Indian Girls: Racing
(18th and 19th Centuries )
Extracts from Alfred Jacob Miller’s original text, which accompanied his images of Native Americans, are included below for reference. These words, which shaped how Miller’s contemporaries viewed the watercolors, reveal the racism and sexism embedded in 19th-century exploration and colonization of the western part of what is today the United States.
"Just before sunset these girls have been sent out to search for and bring in the horses,- these have been found, and are making their way home instictively. The girls are doing something of the same kind, with an addition. A challenge had been given and a scrub race ensues, the goal being the old Indian Fort located on the distant prairie. Their long hair is streaming in the wind, and the housings of their horses are gingling and clattering about them to their great delight. (They are fast girls in every sense of the word, and in their costumes no colors can by any possibility be too bright for them.) This is a sensible enjoyment. Few pleasures (we take it) exceed, in this world, that of breathing a fine generous horse over a broad prairie. The Indian Fort seen on the praire is built of crotched logs, so interlaced with each other that it is impossible to separate, without bringing down the whole mass." A.J. Miller, extracted from "The West of Alfred Jacob Miller" (1837).
In July 1858 William T. Walters commissioned 200 watercolors at twelve dollars apiece from Baltimore born artist Alfred Jacob Miller. These paintings were each accompanied by a descriptive text, and were delivered in installments over the next twenty-one months and ultimately were bound in three albums. Transcriptions of field-sketches drawn during the 1837 expedition that Miller had undertaken to the annual fur-trader's rendezvous in the Green River Valley (in what is now western Wyoming), these watercolors are a unique record of the closing years of the western fur trade.
Provenance
Provenance (from the French provenir, 'to come from/forth') is the chronology of the ownership, custody, or location of a historical object.
William T. Walters, Baltimore, 1858-1860, by commission; Henry Walters, Baltimore, 1894, by inheritance; Walters Art Museum, 1931, by bequest.
Conservation
Date | Description | Narrative |
---|---|---|
4/1/1950 | Treatment | cleaned |
11/1/1950 | Treatment | mounted |
10/26/1983 | Treatment | re-housed |
3/9/1989 | Loan Consideration | examined for loan |
Geographies
USA (Place of Origin)
Measurements
H: 8 15/16 x W: 13 in. (22.7 x 33 cm)
Credit Line
Commissioned by William T. Walters, 1858-1860
Location in Museum
Not on view
Accession Number
In libraries, galleries, museums, and archives, an accession number is a unique identifier assigned to each object in the collection.
In libraries, galleries, museums, and archives, an accession number is a unique identifier assigned to each object in the collection.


### EXERCISE
The required result is an exact copy of every line from the one with "Describe the element at coordinates (487, 86)" through the last line below, with the pictures left out.

Records from a data source:
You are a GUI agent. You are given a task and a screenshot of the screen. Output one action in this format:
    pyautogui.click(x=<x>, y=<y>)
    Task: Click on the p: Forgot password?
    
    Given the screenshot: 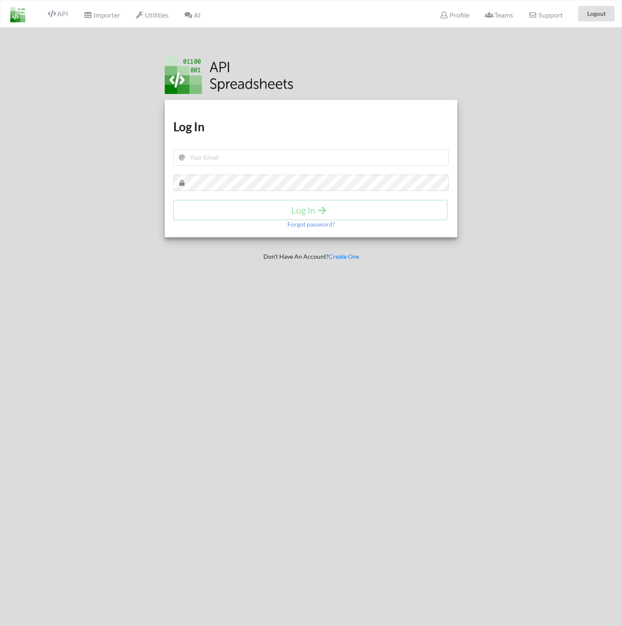 What is the action you would take?
    pyautogui.click(x=311, y=224)
    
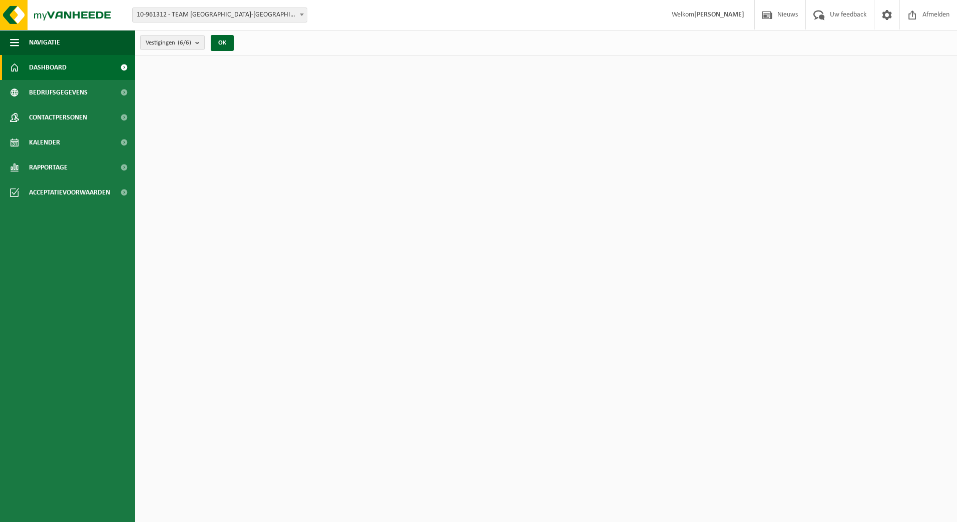 This screenshot has width=957, height=522. Describe the element at coordinates (58, 93) in the screenshot. I see `span: Bedrijfsgegevens` at that location.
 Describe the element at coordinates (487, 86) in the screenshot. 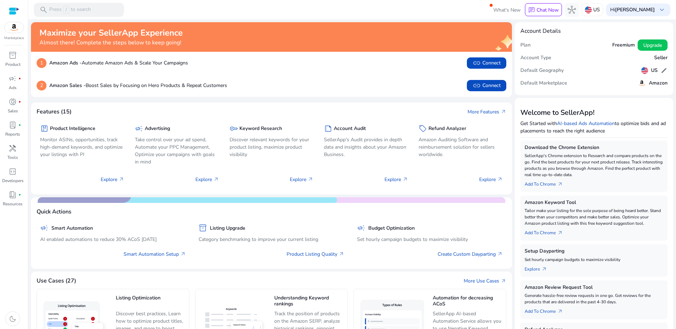

I see `span: Connect` at that location.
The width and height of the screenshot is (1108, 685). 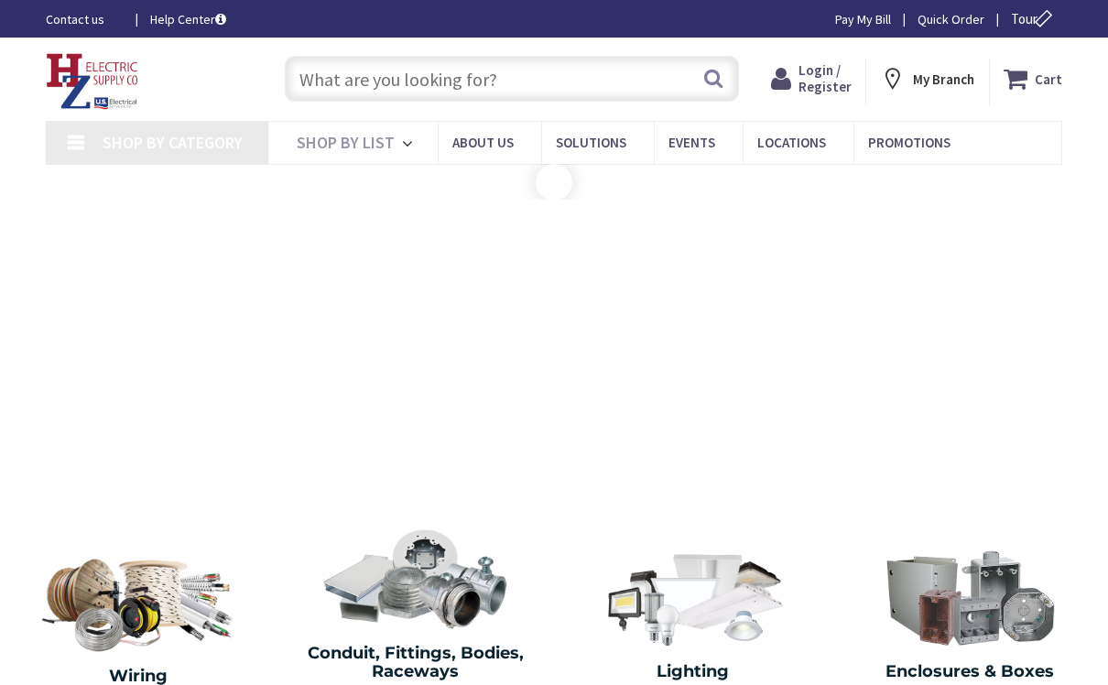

### ANSWER BOX
 Describe the element at coordinates (487, 86) in the screenshot. 

I see `span: Connect` at that location.
The width and height of the screenshot is (1108, 685). 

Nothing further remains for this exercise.